Forum Discussion
Extracting Quiz Questions & Answers
Hi ElyseGentile,
this is how I would do this:
There is indeed no official way, but AI can help with this (it is still not a one-click-solution but for many questions or at my typing speed, still faster than retyping all questions):
- Open the quiz and take screenshots of the quiz questions you need, copy them into Word (or whatever you are using) and create a pdf.
- Use an AI Chatbot you are allowed to use for this content and prompt it to read the text in the images of the pdf and put the questions and answers into a Word-file (or text file or show them in the chat window, whatever).
- Check the Questions and add which answers are the correct ones in the text/Word file so you don't import mistakes afterwards
- Here you find many tipps how to import questions into SL, including an Excel template (you need this!): Search | E-Learning Heroes , or here (1st result of this search) https://www.articulatesupport.com/article/Storyline-360-Importing-Questions-from-Excel-Spreadsheets-and-Text-Files#excel
- Prompt your AI chatbot to create an Excel sheet with your questions according to the template you find in the links.
- Check the Excel file and if OK, import into a new Storyline project.
Worked for me, May not work in first attempt, improve your prompt in the same chat. AI learns from mistakes (to an extend).
Good luck!
- Silverfire19 days agoCommunity Member
If you do it this way, you are giving your IP to an AI company. That carries with it risks and compromises you may not be comfortable with (for instance, Claude acts as a data vaccum cleaner when installed locally, etc).
The method is sound, though. You can use existing OCR tools for this purpose. They range from decent (GImageReader, free), to quite good (Abby FineReader, paid).
- FelixFranke19 days agoCommunity Member
Hi Silverfire,
you are right, which is why I said to "Use an AI Chatbot you are allowed to use for this content" (admitteldy it's a bit hidden in my longish text).
In our case for example, we have the company version of Copilot, which lets us act in a "protected environment".
I am allowed to use it for internal (not "confidential") information, but I cannot use Claude or ChatGPT for this. Generally, all free versions of AI suck up all data they can get becuse they literally feed on it.
I have the luxury to work in an enterprise environment, which rids me of some decisions which I would have to take for myself as a freelancer.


▶ WHAT YOU WILL DO
Please filter the data down to the lines that include the word "icon" and copy them.

▶ DATA FOR THIS EXERCISE
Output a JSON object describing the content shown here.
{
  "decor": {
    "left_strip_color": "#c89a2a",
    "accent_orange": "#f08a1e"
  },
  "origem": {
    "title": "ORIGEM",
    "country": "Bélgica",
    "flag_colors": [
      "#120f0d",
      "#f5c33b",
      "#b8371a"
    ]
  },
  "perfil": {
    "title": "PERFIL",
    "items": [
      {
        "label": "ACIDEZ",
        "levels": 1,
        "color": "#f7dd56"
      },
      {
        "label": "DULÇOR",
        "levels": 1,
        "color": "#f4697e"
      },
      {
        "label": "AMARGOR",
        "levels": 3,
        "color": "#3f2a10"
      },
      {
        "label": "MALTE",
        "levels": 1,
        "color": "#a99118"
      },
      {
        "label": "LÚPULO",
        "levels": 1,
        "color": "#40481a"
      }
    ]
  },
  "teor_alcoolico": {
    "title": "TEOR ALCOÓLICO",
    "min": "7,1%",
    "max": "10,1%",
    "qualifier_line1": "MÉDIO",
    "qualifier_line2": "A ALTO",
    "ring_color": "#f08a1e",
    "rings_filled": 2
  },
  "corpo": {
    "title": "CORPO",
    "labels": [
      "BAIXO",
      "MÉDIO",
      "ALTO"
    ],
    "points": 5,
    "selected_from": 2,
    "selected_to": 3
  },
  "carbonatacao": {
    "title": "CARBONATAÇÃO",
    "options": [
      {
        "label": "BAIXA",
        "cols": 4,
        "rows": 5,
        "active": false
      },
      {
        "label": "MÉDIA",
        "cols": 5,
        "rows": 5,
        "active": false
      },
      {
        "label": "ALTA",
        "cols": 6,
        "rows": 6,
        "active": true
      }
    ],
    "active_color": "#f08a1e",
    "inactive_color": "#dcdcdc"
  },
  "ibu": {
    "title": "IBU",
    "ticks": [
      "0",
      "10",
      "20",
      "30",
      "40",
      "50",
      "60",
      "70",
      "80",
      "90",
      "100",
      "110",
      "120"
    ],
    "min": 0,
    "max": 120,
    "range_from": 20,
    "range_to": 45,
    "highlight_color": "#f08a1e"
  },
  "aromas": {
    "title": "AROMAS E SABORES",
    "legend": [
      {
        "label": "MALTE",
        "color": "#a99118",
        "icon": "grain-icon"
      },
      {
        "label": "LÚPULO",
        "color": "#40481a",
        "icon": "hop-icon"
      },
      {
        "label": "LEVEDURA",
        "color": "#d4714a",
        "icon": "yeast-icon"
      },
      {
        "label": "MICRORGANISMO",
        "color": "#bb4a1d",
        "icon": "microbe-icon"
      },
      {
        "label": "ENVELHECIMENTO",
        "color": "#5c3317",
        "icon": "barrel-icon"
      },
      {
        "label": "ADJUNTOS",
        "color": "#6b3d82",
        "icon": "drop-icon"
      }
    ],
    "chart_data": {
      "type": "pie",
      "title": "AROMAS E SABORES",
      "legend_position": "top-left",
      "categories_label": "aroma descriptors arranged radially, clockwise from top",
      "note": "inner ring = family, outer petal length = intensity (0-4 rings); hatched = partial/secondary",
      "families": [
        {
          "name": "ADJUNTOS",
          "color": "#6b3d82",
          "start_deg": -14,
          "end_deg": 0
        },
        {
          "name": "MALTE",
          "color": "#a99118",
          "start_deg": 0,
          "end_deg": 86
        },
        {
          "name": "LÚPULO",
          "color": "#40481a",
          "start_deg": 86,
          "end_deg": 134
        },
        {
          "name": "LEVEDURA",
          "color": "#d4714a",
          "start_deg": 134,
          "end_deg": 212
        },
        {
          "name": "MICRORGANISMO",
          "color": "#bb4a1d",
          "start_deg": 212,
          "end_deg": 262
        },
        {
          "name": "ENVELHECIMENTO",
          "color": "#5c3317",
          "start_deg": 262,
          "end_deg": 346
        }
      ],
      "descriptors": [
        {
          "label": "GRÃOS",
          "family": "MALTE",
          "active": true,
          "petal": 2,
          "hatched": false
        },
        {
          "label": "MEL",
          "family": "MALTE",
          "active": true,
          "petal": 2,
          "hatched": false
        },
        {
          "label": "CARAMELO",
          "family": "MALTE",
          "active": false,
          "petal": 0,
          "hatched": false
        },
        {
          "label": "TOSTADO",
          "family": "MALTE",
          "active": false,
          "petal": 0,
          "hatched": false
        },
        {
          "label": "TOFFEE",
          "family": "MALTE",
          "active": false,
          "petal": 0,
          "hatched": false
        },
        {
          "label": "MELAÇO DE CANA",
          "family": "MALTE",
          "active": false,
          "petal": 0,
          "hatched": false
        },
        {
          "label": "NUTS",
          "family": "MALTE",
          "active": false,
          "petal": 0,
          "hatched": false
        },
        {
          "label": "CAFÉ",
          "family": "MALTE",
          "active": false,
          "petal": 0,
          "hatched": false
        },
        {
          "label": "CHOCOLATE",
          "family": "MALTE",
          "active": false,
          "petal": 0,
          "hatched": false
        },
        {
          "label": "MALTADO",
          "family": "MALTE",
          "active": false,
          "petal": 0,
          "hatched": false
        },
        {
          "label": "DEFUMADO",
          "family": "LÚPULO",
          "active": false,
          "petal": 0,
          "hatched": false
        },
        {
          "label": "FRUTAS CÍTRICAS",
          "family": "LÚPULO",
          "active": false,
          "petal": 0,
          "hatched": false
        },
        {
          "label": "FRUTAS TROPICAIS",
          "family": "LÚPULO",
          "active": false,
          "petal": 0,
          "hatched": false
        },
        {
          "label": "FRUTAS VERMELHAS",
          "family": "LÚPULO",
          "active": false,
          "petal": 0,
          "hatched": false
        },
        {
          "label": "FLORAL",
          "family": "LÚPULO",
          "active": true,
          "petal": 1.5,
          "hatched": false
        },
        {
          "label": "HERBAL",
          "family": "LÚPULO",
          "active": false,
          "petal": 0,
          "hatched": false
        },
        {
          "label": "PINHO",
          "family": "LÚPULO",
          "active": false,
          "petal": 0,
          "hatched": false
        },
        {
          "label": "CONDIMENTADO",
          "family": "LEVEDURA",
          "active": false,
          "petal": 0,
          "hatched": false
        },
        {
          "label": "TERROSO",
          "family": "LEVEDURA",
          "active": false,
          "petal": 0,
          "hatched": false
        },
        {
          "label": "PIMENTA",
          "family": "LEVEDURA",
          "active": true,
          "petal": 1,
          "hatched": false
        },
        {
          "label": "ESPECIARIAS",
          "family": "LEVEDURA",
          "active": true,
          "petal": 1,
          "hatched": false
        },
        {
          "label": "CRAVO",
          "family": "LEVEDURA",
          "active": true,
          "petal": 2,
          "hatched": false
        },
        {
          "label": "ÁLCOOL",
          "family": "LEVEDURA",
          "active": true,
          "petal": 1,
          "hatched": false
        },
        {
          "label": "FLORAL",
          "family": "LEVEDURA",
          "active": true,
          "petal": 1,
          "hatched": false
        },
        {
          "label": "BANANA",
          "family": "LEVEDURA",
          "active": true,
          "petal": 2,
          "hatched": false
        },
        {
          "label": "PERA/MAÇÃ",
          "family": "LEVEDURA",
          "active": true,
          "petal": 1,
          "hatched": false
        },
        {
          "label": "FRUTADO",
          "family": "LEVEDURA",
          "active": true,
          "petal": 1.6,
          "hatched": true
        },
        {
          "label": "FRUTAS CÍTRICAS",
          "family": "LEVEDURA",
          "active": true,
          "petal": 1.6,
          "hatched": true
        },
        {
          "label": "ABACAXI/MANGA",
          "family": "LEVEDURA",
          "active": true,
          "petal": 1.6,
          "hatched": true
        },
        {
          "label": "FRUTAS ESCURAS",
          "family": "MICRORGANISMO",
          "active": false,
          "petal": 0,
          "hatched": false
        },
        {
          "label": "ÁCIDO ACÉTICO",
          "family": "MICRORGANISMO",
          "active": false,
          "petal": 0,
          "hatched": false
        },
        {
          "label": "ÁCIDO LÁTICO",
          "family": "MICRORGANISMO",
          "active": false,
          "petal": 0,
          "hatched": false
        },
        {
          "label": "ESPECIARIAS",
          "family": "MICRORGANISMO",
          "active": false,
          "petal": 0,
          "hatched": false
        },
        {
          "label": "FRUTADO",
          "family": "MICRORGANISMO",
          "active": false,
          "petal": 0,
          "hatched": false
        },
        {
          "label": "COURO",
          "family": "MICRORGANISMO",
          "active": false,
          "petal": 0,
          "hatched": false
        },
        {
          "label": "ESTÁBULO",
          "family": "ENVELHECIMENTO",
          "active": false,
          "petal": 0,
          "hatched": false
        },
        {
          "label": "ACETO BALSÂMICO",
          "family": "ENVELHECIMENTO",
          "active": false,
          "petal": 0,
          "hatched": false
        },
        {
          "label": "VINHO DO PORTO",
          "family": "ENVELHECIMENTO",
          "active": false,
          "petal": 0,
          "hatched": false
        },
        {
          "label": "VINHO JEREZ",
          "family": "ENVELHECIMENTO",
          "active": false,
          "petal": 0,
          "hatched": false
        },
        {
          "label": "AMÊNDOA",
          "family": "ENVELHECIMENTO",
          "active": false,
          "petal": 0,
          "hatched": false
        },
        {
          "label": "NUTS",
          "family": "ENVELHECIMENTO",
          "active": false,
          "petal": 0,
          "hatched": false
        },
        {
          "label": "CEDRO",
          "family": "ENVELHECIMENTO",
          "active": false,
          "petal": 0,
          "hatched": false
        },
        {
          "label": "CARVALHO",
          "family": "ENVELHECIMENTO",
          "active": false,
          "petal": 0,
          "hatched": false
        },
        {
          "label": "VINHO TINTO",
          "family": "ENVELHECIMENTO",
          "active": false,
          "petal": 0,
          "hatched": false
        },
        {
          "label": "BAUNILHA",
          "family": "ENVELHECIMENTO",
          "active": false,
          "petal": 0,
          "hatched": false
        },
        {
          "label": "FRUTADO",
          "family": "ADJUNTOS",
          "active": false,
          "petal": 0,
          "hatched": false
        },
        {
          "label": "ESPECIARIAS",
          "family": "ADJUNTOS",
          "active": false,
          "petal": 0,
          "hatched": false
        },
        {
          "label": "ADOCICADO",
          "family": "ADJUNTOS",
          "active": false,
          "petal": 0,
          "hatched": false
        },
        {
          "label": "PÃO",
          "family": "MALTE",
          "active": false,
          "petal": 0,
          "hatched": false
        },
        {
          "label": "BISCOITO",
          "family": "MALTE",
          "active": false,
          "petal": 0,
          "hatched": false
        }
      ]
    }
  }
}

▶ ANSWER AREA
        "icon": "grain-icon"
        "icon": "hop-icon"
        "icon": "yeast-icon"
        "icon": "microbe-icon"
        "icon": "barrel-icon"
        "icon": "drop-icon"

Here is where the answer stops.